Text 6 Jan The vulgar and liberal arts

An older system of the arts prior to our modern idea of fine art saw a division in ‘art’ into the vulgar arts or ‘servile arts’ and the liberal arts, which span loosely from the Roman to the Medieval period. Such a division of art, is not a division of what we may consider art but rather a division in all human skills and labour’s. 

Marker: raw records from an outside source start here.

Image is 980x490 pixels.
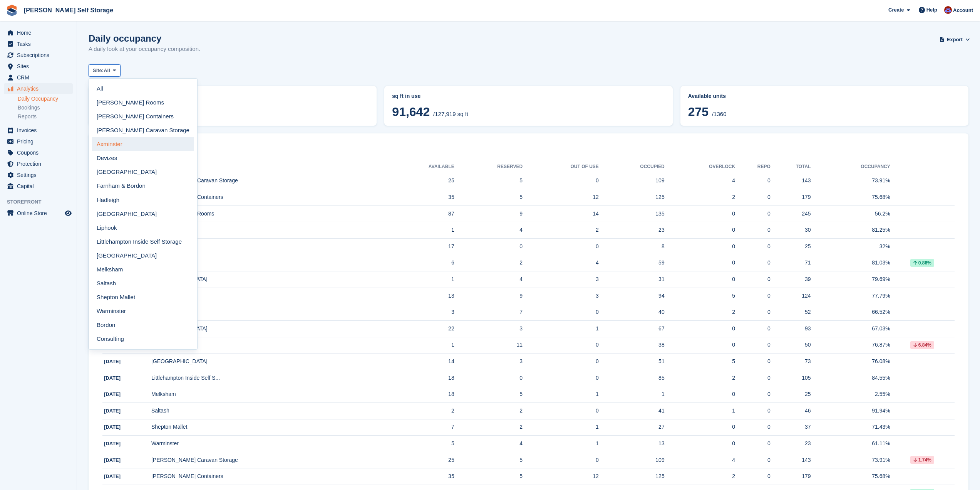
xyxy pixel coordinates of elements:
div: 0 [664,423,735,431]
a: Bookings [17,104,73,111]
td: 1 [523,419,599,435]
td: 11 [454,337,523,353]
span: Online Store [17,208,63,218]
div: 0 [735,258,770,266]
div: 0 [664,390,735,398]
td: 124 [770,287,810,304]
div: 85 [599,373,664,382]
td: 76.08% [810,353,890,370]
img: stora-icon-8386f47178a22dfd0bd8f6a31ec36ba5ce8667c1dd55bd0f319d3a0aa187defe.svg [6,4,17,17]
div: 38 [599,340,664,349]
td: 3 [523,272,599,288]
a: menu [3,181,73,191]
span: Create [888,6,903,14]
td: 5 [454,172,523,189]
div: 1.74% [910,456,934,464]
div: 0 [735,340,770,349]
div: 0 [735,325,770,332]
td: 143 [770,172,810,189]
a: Hadleigh [92,193,194,207]
td: 13 [384,287,454,304]
div: 27 [599,423,664,431]
td: 3 [454,320,523,337]
span: /1360 [712,111,727,117]
span: Account [953,7,973,14]
div: 0 [735,292,770,299]
td: 46 [770,403,810,420]
div: 1 [599,390,664,398]
div: 0 [664,225,735,234]
td: 73.91% [810,172,890,189]
td: 0 [454,238,523,255]
div: 0 [664,440,735,447]
td: 56.2% [810,205,890,222]
span: Home [17,27,63,38]
td: 25 [770,238,810,255]
td: 0 [523,403,599,420]
div: 0 [735,472,770,480]
td: 179 [770,468,810,485]
td: 0 [523,353,599,370]
td: [PERSON_NAME] Rooms [151,205,384,222]
span: Tasks [17,38,63,50]
abbr: Current percentage of units occupied or overlocked [688,92,961,100]
div: 0 [735,177,770,185]
td: 245 [770,205,810,222]
td: Consulting [151,238,384,255]
td: 4 [454,222,523,238]
p: A daily look at your occupancy composition. [89,44,200,54]
td: 22 [384,320,454,337]
div: 109 [599,456,664,464]
td: 9 [454,205,523,222]
span: Invoices [17,124,63,136]
td: 9 [454,287,523,304]
td: 14 [384,353,454,370]
td: 87 [384,205,454,222]
td: 81.25% [810,222,890,238]
td: 4 [523,255,599,272]
div: 67 [599,325,664,332]
td: 18 [384,386,454,403]
td: Shepton Mallet [151,419,384,435]
div: 135 [599,210,664,218]
td: 12 [523,468,599,485]
td: 75.68% [810,468,890,485]
span: [DATE] [104,375,121,380]
td: 7 [454,304,523,320]
td: 1 [384,337,454,353]
div: 0.86% [910,259,934,266]
td: 2.55% [810,386,890,403]
a: All [92,82,194,96]
td: [PERSON_NAME] Containers [151,189,384,205]
td: 30 [770,222,810,238]
button: Export [941,33,969,46]
div: 0 [735,225,770,234]
td: 75.68% [810,189,890,205]
th: Available [384,161,454,173]
td: 17 [384,238,454,255]
span: Analytics [17,84,63,94]
td: 5 [454,189,523,205]
a: Shepton Mallet [92,290,194,304]
div: 2 [664,373,735,382]
td: 2 [454,403,523,420]
a: [PERSON_NAME] Rooms [92,96,194,110]
a: menu [3,84,73,94]
td: Liphook [151,337,384,353]
a: Preview store [63,209,73,218]
span: Capital [17,181,63,191]
td: 61.11% [810,435,890,452]
td: 5 [454,468,523,485]
div: 0 [735,456,770,464]
th: Repo [735,161,770,173]
td: 18 [384,370,454,386]
div: 0 [735,373,770,382]
th: Total [770,161,810,173]
abbr: Current percentage of sq ft occupied [97,92,369,100]
td: 25 [384,172,454,189]
a: Saltash [92,276,194,290]
td: Saltash [151,403,384,420]
div: 0 [735,308,770,316]
td: 0 [523,304,599,320]
th: Reserved [454,161,523,173]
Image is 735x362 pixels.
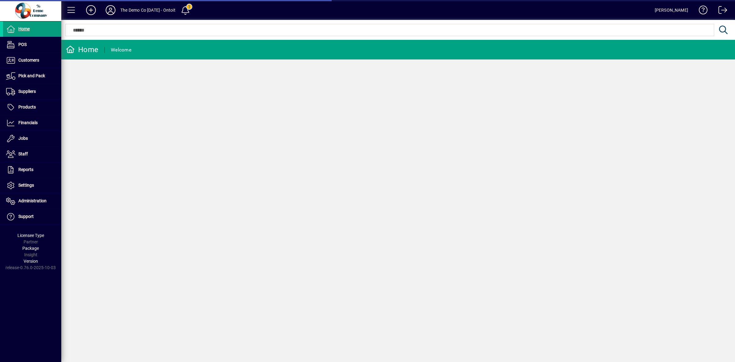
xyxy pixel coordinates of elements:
span: Financials [18,120,38,125]
a: Support [3,209,61,224]
a: Jobs [3,131,61,146]
a: Suppliers [3,84,61,99]
a: Administration [3,193,61,209]
span: Licensee Type [17,233,44,238]
div: The Demo Co [DATE] - Ontoit [120,5,176,15]
a: Pick and Pack [3,68,61,84]
a: Financials [3,115,61,131]
span: Staff [18,151,28,156]
span: Reports [18,167,33,172]
span: Home [18,26,30,31]
span: Support [18,214,34,219]
span: Jobs [18,136,28,141]
span: Administration [18,198,47,203]
span: Pick and Pack [18,73,45,78]
a: Logout [714,1,728,21]
a: Products [3,100,61,115]
span: Version [24,259,38,264]
span: Settings [18,183,34,188]
a: Knowledge Base [695,1,708,21]
a: Reports [3,162,61,177]
button: Add [81,5,101,16]
span: Suppliers [18,89,36,94]
a: Staff [3,146,61,162]
div: Home [66,45,98,55]
a: Customers [3,53,61,68]
span: Customers [18,58,39,63]
a: POS [3,37,61,52]
a: Settings [3,178,61,193]
span: POS [18,42,27,47]
span: Products [18,104,36,109]
span: Package [22,246,39,251]
button: Profile [101,5,120,16]
div: [PERSON_NAME] [655,5,688,15]
div: Welcome [111,45,131,55]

The vulgar arts were those which involved physical labour and for payment. Whereas the Liberal arts were those which were intellectual and deemed appropriate for the highborn and educated. Examples of the liberal arts are; rhetoric , grammar and dialectic as well as the mathematical art of arithmetic and music. In the medieval era divided into the trivium (grammar, rhetoric,logic) and the quadrivium (arithmatic, geometry, astonomy, music). Under this grouping painting would be grouped among things such as agriculture. There was no such thing really as Art, the category we have today.
Music, a liberal art, if performed for payment would be rendered vulgar. This division of the arts (general human skill) is really a reflection or expression of the class character of society. The division of liberal and servile arts is really a reflection of aristocratic prejudices. Something becomes vulgar or servile once it is done for payment and manual labour conducted by the lower classes is divided from the labour occupied mainly by the higher classes. The division of labour/arts is thus purely social and is a reflection of the particular class society. Here the division of vulgar/servile and liberal/free reflects directly the class position of the people the serving lower classes and the free (free from; manual labour, working for payment etc etc) higher classes. The actual labour of the vulgar/servile arts are not however really in anyway ‘lower’ than the labour of the liberal arts as the term vulgar suggests. What really is different is that in the case of music being done for payment is that it is done no longer by the higher class but the lower classes, it is the lower classes who are perceived as vulgar. It is the lower class and therefore their labour/art which is perceived as lower. By which music done for payment would be disassociated from being a liberal art and would be rendered vulgar.

What then for our modern division, which produces Fine Art, Craft and Life. 

 


Design crafted by Prashanth Kamalakanthan. Powered by Tumblr.